Los Angeles Times Editorial Promotes False Claim About Support for “Under God” in the Pledge of Allegiance


Los Angeles Times Editorial Promotes False Claim About Support for “Under God” in the Pledge of Allegiance

A September 18, 2005 editorial from the Los Angeles Times, entitled “Under whom?”  propagated the false claim that “most Americans” in 1953, the year before the term “Under God” was added to the Pledge of Allegiance, “probably thought the pledge was fine as it was,” without the term “Under God.” The article also went on to say that it was “lawmakers who injected God in 1954 as a McCarthyite sneer at godless communism.” From the editorial:

                                       

EVEN BACK IN 1953, the year before Congress added the words "under God" to the Pledge of Allegiance, most Americans probably thought the pledge was fine as it was.

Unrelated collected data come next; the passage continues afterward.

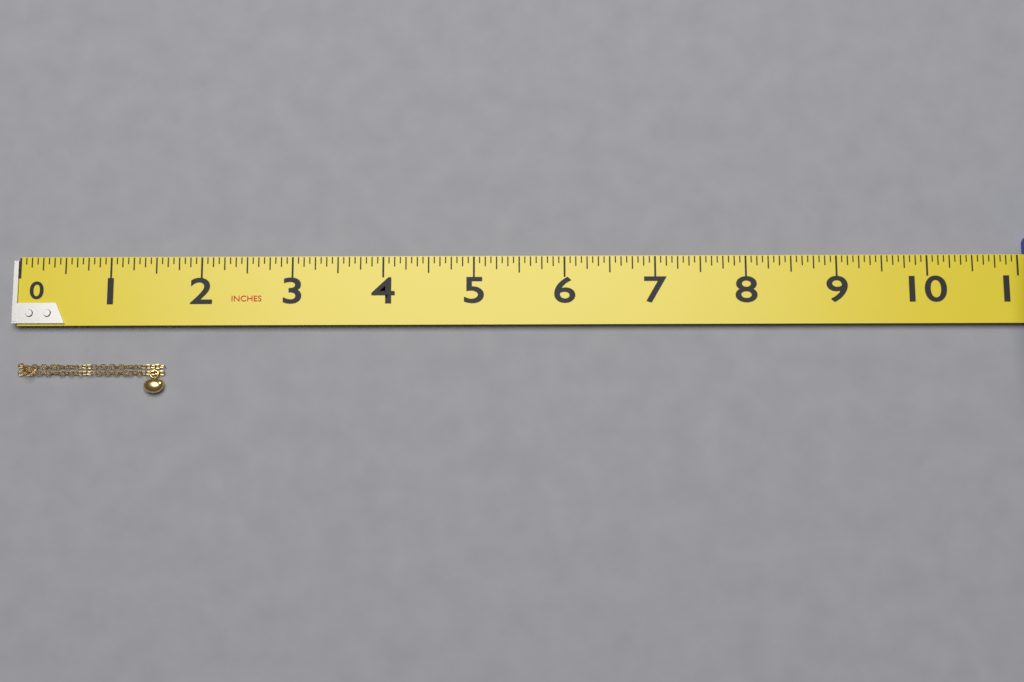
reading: 1.6250 in
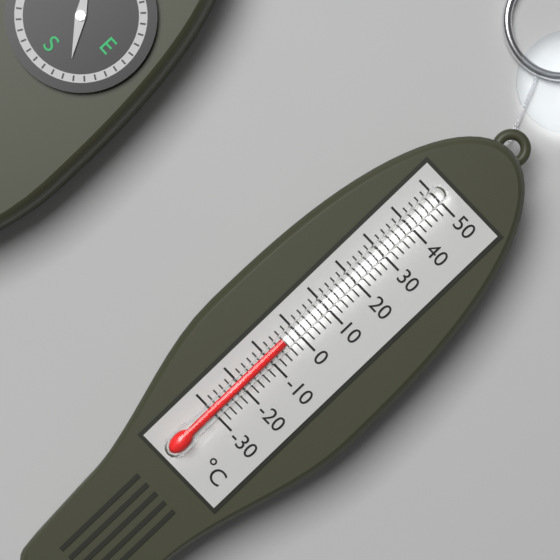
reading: -4 °C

[…]                                                                                                 

Unlike lawmakers who injected God in 1954 as a McCarthyite sneer at godless communism, many people now recognize that atheists, agnostics, animists and Buddhists — none of whom believe in an all-encompassing God — can be wonderful citizens.

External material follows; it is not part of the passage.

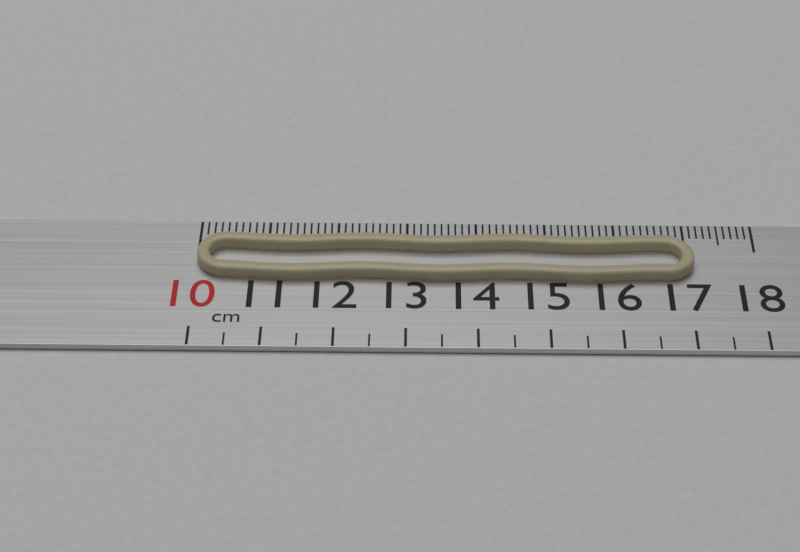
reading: 17.1 cm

In fact, according to an anonymous Gallup poll taken in 1953 (scroll to bottom; requires subscription to view, but you may read the results here as well.) , most Americans at the time supported “injecting” the phrase into the Pledge. 69% of Americans supported adding the phrase in 1953, as opposed to 29% against the addition. The poll had a 3% Margin of Error.

The Times’s claim is demonstrably false.